As legislation to eliminate the ISTEP moves forward, what remains to be determined is how students will be tested in the future, how to ensure a replacement exam will be fair and what impact the new federal education law will have.

DEATH OF THE ISTEP

Republican lawmakers have recently used terms like “disaster” and “mess” to describe the 2015 ISTEP exam, which was developed in a matter of months by CTB/McGraw-Hill, a testing vendor the state has since fired.

“We test too much in Indiana and we ought to let our teachers teach,” Pence said.

Key GOP lawmakers in the House and Senate support a provision that would eliminate the test by July 2017, though final details need to be worked out.

A bill passed by the Senate would create a 22-member panel of academic experts, teachers and administrators tasked with finding ways to reduce the testing costs, increase “fairness to schools, teachers and students” and take into account the new federal Every Student Succeeds Act.

Democratic state school Superintendent Glenda Ritz, who is frequently at odds with Pence, and her teachers’ union allies say they are pleased to see Republicans adopt an argument they have long been making, but remain cautious.

Ritz spokesman Daniel Altman said that for the task force to succeed, it needs to focus on “an education agenda rather than a political one.”

TESTING FATIGUE

The ISTEP exam has undergone major changes in recent years as federal and state education overhauls have resulted in higher-stakes tests that use student performance to determine school grades and teacher performance pay.

Intended to improve education quality, the constantly evolving standards for students and educators have contributed to a sense of testing fatigue that even advocates of the school accountability requirements acknowledge.

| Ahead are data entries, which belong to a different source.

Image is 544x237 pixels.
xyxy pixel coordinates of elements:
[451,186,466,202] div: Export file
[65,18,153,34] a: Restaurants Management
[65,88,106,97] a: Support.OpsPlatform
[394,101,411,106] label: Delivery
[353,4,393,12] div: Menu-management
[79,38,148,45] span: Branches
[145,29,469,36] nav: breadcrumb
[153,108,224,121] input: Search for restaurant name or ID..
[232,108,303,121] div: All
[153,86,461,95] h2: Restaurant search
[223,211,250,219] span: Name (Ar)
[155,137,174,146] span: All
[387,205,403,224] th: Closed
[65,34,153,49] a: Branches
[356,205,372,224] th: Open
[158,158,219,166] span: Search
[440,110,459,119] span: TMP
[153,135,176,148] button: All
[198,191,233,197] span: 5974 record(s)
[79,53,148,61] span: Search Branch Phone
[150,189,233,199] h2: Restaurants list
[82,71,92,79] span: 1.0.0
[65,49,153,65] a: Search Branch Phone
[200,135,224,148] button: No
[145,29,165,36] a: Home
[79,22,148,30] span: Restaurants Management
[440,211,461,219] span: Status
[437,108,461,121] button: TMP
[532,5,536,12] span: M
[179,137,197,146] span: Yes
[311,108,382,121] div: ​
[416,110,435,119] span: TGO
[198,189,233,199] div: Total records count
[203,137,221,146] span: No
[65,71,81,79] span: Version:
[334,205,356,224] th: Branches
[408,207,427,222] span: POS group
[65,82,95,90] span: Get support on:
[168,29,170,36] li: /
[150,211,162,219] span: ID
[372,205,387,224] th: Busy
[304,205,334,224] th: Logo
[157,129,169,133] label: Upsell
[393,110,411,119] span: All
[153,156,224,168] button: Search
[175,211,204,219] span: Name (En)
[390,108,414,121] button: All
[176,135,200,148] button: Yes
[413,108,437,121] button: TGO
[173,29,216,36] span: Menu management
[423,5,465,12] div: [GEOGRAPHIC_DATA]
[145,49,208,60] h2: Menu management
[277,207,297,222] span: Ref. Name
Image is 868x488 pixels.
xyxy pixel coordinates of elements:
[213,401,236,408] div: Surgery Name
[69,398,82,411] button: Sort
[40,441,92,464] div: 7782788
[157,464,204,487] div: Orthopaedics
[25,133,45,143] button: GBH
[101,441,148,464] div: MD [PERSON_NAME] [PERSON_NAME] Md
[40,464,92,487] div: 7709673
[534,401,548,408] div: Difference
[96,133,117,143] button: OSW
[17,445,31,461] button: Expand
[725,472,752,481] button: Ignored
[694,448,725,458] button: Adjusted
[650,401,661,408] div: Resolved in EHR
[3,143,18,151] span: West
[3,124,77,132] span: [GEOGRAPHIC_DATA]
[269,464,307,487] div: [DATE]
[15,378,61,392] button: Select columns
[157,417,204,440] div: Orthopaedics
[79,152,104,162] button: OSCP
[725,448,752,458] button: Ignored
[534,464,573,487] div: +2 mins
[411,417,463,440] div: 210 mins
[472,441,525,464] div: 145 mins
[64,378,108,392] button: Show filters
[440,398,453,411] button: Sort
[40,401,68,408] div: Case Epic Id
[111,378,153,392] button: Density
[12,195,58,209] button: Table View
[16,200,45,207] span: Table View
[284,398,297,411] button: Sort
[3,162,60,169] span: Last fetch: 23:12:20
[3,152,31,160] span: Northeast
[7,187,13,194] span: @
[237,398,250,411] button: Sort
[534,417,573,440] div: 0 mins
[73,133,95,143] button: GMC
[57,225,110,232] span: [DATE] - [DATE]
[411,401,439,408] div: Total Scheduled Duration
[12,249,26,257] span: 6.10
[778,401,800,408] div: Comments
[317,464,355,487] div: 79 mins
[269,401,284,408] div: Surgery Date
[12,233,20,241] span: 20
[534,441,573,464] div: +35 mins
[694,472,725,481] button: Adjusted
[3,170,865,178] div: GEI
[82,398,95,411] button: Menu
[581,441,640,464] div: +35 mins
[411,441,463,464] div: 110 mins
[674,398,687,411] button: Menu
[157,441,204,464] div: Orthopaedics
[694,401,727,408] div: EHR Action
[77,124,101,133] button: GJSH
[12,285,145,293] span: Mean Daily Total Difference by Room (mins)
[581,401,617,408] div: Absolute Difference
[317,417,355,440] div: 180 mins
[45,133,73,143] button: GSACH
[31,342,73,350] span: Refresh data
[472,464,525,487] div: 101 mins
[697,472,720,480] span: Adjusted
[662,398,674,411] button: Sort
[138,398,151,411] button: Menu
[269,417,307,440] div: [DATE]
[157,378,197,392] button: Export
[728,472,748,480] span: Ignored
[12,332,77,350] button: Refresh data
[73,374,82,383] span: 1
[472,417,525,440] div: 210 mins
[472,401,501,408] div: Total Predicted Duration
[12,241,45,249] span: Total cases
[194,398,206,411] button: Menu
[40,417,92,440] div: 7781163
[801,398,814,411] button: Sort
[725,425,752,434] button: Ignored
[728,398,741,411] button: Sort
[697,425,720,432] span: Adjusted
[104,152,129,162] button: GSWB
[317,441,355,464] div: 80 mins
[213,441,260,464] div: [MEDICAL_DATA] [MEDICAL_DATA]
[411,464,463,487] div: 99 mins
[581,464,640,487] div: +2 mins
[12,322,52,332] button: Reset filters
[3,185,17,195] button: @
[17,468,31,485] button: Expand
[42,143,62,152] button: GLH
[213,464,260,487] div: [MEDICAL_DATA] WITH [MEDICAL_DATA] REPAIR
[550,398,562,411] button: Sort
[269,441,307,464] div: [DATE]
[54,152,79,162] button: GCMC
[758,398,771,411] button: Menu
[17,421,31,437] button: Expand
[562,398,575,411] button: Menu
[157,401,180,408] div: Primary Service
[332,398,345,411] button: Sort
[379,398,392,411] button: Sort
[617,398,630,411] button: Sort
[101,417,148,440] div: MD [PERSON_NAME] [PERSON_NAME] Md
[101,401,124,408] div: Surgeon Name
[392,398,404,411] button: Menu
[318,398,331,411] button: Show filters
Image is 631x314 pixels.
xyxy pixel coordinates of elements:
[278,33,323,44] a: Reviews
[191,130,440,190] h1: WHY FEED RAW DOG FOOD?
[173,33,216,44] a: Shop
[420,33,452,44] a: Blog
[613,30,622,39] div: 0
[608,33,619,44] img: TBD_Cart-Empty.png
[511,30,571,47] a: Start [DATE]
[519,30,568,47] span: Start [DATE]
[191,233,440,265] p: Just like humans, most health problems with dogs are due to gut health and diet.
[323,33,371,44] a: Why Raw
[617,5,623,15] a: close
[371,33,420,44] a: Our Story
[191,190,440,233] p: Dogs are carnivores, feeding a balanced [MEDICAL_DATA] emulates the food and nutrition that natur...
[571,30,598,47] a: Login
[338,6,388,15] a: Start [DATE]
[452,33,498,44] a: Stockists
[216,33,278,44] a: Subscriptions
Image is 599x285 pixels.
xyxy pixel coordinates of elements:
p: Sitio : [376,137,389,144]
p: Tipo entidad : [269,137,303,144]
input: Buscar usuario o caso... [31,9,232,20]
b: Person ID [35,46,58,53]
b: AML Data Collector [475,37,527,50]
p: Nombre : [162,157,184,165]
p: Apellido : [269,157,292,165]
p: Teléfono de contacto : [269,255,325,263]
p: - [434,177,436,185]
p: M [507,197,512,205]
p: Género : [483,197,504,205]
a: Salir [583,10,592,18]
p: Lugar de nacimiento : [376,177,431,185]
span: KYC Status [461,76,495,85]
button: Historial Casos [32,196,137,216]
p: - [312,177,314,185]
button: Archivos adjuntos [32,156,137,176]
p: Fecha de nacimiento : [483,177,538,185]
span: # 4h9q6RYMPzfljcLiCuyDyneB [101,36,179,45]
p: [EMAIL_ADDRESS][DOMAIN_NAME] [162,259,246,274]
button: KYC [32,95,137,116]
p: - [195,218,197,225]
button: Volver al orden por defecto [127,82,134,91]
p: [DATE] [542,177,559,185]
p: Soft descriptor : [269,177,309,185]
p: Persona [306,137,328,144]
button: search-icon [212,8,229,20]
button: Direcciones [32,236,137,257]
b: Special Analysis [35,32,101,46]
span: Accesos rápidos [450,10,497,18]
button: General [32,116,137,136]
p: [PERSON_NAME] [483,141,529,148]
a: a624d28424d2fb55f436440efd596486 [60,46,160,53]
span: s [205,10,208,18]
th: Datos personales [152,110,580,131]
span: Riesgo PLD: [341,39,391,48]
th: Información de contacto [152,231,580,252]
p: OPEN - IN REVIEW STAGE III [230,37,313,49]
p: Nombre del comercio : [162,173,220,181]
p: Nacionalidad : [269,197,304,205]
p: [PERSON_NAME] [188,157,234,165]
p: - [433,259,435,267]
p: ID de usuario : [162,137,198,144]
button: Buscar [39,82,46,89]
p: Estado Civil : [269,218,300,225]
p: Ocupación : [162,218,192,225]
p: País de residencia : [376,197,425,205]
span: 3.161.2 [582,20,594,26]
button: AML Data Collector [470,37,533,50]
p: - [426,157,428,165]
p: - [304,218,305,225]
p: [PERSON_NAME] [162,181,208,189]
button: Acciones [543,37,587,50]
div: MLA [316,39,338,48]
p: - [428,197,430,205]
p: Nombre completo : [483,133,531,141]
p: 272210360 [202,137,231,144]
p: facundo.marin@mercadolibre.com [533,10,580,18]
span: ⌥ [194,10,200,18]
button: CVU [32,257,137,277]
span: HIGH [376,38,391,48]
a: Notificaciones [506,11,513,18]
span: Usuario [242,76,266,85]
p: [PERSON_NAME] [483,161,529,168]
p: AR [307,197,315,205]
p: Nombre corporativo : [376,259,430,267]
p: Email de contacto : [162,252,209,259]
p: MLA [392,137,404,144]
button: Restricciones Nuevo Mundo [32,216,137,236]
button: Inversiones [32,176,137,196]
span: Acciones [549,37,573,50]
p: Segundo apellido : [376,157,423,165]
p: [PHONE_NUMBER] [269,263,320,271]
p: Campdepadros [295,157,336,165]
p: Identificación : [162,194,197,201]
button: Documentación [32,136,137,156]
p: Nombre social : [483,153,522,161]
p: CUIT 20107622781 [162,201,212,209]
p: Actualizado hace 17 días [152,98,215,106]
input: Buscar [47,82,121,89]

“You got freshmen in high school who have had three sets of standards since they started kindergarten,” said Teresa Meredith, union president of the Indiana State Teachers Association.

Academic standards adopted in 2006 were dropped in 2010 for national Common Core math and English standards. But in 2014, GOP lawmakers, led by Pence, cut Common Core loose after conservative critics said the national benchmarks, which describe what students should know after completing each grade, amounted to a federal takeover of education.

Indiana-specific standards were then rushed into place for 2015 test, and students across the state performed poorly.

Senate Minority Leader Tim Lanane, of Anderson, said the GOP needs to stop tinkering and leave one education policy in place “for enough time to make sure it’s working and the educators are satisfied that it’s a tool that is effective.”

FEDERAL STANDARDS

The Every Student Succeeds Act was signed into law by President Barack Obama in December and is meant to give all states more flexibility in testing than the previous program, No Child Left Behind.

Pence said the new act provides an opportunity to “reconsider the ISTEP test and take a step back” to look for “ways we can do testing better.” The state’s new task force must report its findings, with the new federal act in mind, to lawmakers by December.

House Education Committee Chairman Bob Behning, an Indianapolis Republican, says he would like to see less rigidity in the next standardized exam.

“Let’s provide some more flexibility to move kids forward based on their skill level,” he said, adding, “we’re so tied to saying every kid is (a certain) level.”